Document Type

Article

Publication Date

2012

Keywords

financial regulation, regulatory capture, Federal Reserve Bank, The Fed, financial industry, financial policy

Abstract

Applying capture analysis in the hotly contested arena of financial regulation is difficult. Numerous regulators with widely differing missions and widely diverse stakeholders are involved. Regulators operate under widely differing authorizing legislation. They even function at different levels of government. Agencies are often at odds with each other when it comes to determining optimal public policy. Unlike policy disputes in many other areas of regulation, which can be settled by reference to scientific data, public policy in financial regulation rests profoundly on essentially contested economic ideologies. This makes financial policy doubly difficult: one the one hand, it requires deep expertise—and therefore agency, as opposed to legislative—determination; on the other, this expertise must be informed by prevailing perceptions of which economic principles are most plausible, even though these principles are seldom actually verifiable.
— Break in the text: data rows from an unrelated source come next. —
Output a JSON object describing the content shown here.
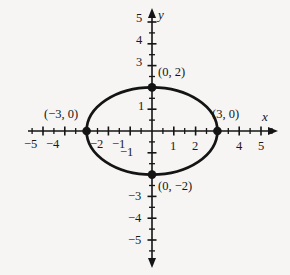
{
  "figure": {
    "background_color": "#f6f5f3",
    "ink_color": "#141414"
  },
  "axes": {
    "x_axis_name": "x",
    "y_axis_name": "y",
    "xlim": [
      -5.6,
      5.6
    ],
    "ylim": [
      -5.6,
      5.6
    ],
    "minor_tick_step": 0.5,
    "major_tick_step": 1,
    "grid": false
  },
  "x_tick_labels": [
    {
      "value": -5,
      "text": "−5"
    },
    {
      "value": -4,
      "text": "−4"
    },
    {
      "value": -2,
      "text": "−2"
    },
    {
      "value": -1,
      "text": "−1"
    },
    {
      "value": 1,
      "text": "1"
    },
    {
      "value": 2,
      "text": "2"
    },
    {
      "value": 4,
      "text": "4"
    },
    {
      "value": 5,
      "text": "5"
    }
  ],
  "y_tick_labels": [
    {
      "value": 5,
      "text": "5"
    },
    {
      "value": 4,
      "text": "4"
    },
    {
      "value": 3,
      "text": "3"
    },
    {
      "value": 1,
      "text": "1"
    },
    {
      "value": -1,
      "text": "−1"
    },
    {
      "value": -3,
      "text": "−3"
    },
    {
      "value": -4,
      "text": "−4"
    },
    {
      "value": -5,
      "text": "−5"
    }
  ],
  "point_labels": [
    {
      "id": "top-vertex",
      "text": "(0, 2)"
    },
    {
      "id": "left-vertex",
      "text": "(−3, 0)"
    },
    {
      "id": "right-vertex",
      "text": "(3, 0)"
    },
    {
      "id": "bottom-vertex",
      "text": "(0, −2)"
    }
  ],
  "chart_data": {
    "type": "line",
    "title": "",
    "xlabel": "x",
    "ylabel": "y",
    "xlim": [
      -5.6,
      5.6
    ],
    "ylim": [
      -5.6,
      5.6
    ],
    "grid": false,
    "curve": {
      "name": "ellipse",
      "shape": "ellipse",
      "center": [
        0,
        0
      ],
      "semi_axis_x": 3,
      "semi_axis_y": 2,
      "equation": "x^2/9 + y^2/4 = 1"
    },
    "marked_points": [
      {
        "x": 0,
        "y": 2,
        "label": "(0, 2)"
      },
      {
        "x": -3,
        "y": 0,
        "label": "(−3, 0)"
      },
      {
        "x": 3,
        "y": 0,
        "label": "(3, 0)"
      },
      {
        "x": 0,
        "y": -2,
        "label": "(0, −2)"
      }
    ]
  }
}
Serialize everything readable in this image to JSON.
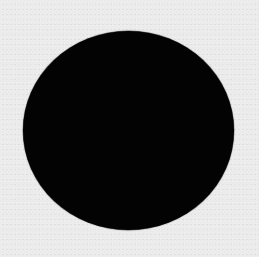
{
  "image": {
    "width": 259,
    "height": 257,
    "background_color": "#ebebeb",
    "shape": {
      "type": "ellipse",
      "fill_color": "#030303",
      "center_x": 128.5,
      "center_y": 130.5,
      "width": 211,
      "height": 199
    }
  }
}
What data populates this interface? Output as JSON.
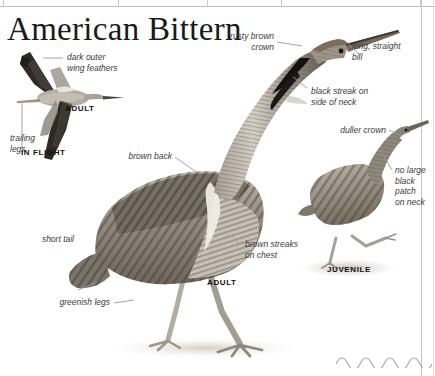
{
  "page": {
    "title": "American Bittern"
  },
  "figures": {
    "in_flight": {
      "caption_age": "ADULT",
      "caption_mode": "IN FLIGHT"
    },
    "adult": {
      "caption": "ADULT"
    },
    "juvenile": {
      "caption": "JUVENILE"
    }
  },
  "annotations": {
    "dark_outer_wing_feathers": "dark outer\nwing feathers",
    "trailing_legs": "trailing\nlegs",
    "rusty_brown_crown": "rusty brown\ncrown",
    "long_straight_bill": "long, straight\nbill",
    "black_streak_on_side_of_neck": "black streak on\nside of neck",
    "duller_crown": "duller crown",
    "no_large_black_patch_on_neck": "no large\nblack\npatch\non neck",
    "brown_back": "brown back",
    "short_tail": "short tail",
    "greenish_legs": "greenish legs",
    "brown_streaks_on_chest": "brown streaks\non chest"
  },
  "colors": {
    "ink": "#1a1a1a",
    "label": "#3b3b3b",
    "leader": "#9a9a9a",
    "rule": "#bdbdbd",
    "plumage_dark": "#3a342e",
    "plumage_mid": "#8d867c",
    "plumage_light": "#cfc9c0",
    "background": "#ffffff"
  }
}
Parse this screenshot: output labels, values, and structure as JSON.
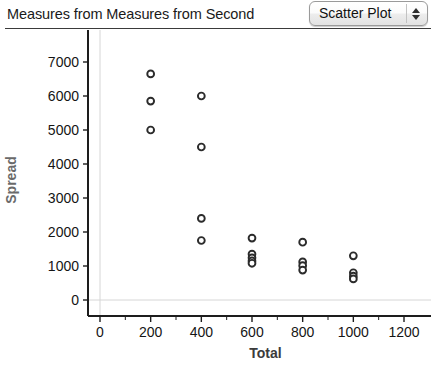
{
  "header": {
    "title": "Measures from Measures from Second ",
    "plot_type": {
      "selected": "Scatter Plot",
      "spinner_up_icon": "caret-up-icon",
      "spinner_down_icon": "caret-down-icon"
    }
  },
  "chart_data": {
    "type": "scatter",
    "title": "Measures from Measures from Second ",
    "xlabel": "Total",
    "ylabel": "Spread",
    "xlim": [
      -120,
      1290
    ],
    "ylim": [
      -420,
      7350
    ],
    "xticks": [
      0,
      200,
      400,
      600,
      800,
      1000,
      1200
    ],
    "yticks": [
      0,
      1000,
      2000,
      3000,
      4000,
      5000,
      6000,
      7000
    ],
    "xtick_labels": [
      "0",
      "200",
      "400",
      "600",
      "800",
      "1000",
      "1200"
    ],
    "ytick_labels": [
      "0",
      "1000",
      "2000",
      "3000",
      "4000",
      "5000",
      "6000",
      "7000"
    ],
    "grid": true,
    "gridlines": {
      "vertical_at_x": 0,
      "horizontal_at_y": 0
    },
    "legend": null,
    "marker": {
      "shape": "circle",
      "open": true,
      "radius": 3.4,
      "edge_color": "#2b2b2b",
      "face_color": "#ffffff"
    },
    "points": [
      {
        "x": 200,
        "y": 6650
      },
      {
        "x": 200,
        "y": 5850
      },
      {
        "x": 200,
        "y": 5000
      },
      {
        "x": 400,
        "y": 6000
      },
      {
        "x": 400,
        "y": 4500
      },
      {
        "x": 400,
        "y": 2400
      },
      {
        "x": 400,
        "y": 1750
      },
      {
        "x": 600,
        "y": 1820
      },
      {
        "x": 600,
        "y": 1350
      },
      {
        "x": 600,
        "y": 1240
      },
      {
        "x": 600,
        "y": 1150
      },
      {
        "x": 600,
        "y": 1080
      },
      {
        "x": 800,
        "y": 1700
      },
      {
        "x": 800,
        "y": 1120
      },
      {
        "x": 800,
        "y": 1010
      },
      {
        "x": 800,
        "y": 880
      },
      {
        "x": 1000,
        "y": 1300
      },
      {
        "x": 1000,
        "y": 800
      },
      {
        "x": 1000,
        "y": 700
      },
      {
        "x": 1000,
        "y": 620
      }
    ]
  }
}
It is also often overlooked that financial institutions—banks in particular—perform quasigovernmental roles, such that close cooperation between the regulators and the regulated is not only inevitable but also indispensable. “Capture” is therefore often just a confusing term of regulatory analysis because it rests on shallow perceptions of the regulatory process. Stakeholders and even the agencies themselves inevitably “contest” for the policies they deem most desirable. What is important is to prevent, as far as possible, undue influence by certain stakeholders at the expense of others, and the adequate representation of alternative views in the combative arena of policy competition. The principles of democratic participation remain the important guiding light for financial regulatory reform. This article reviews the fragmented nature of the regulatory process in finance, the close relationship between banks and government, and the emerging forces that might help to make the policy contest more balanced.

Library of Congress Subject Headings

Interest groups, Deregulation, Public finance, Financial institutions, Board of Governors of the Federal Reserve System (U.S.)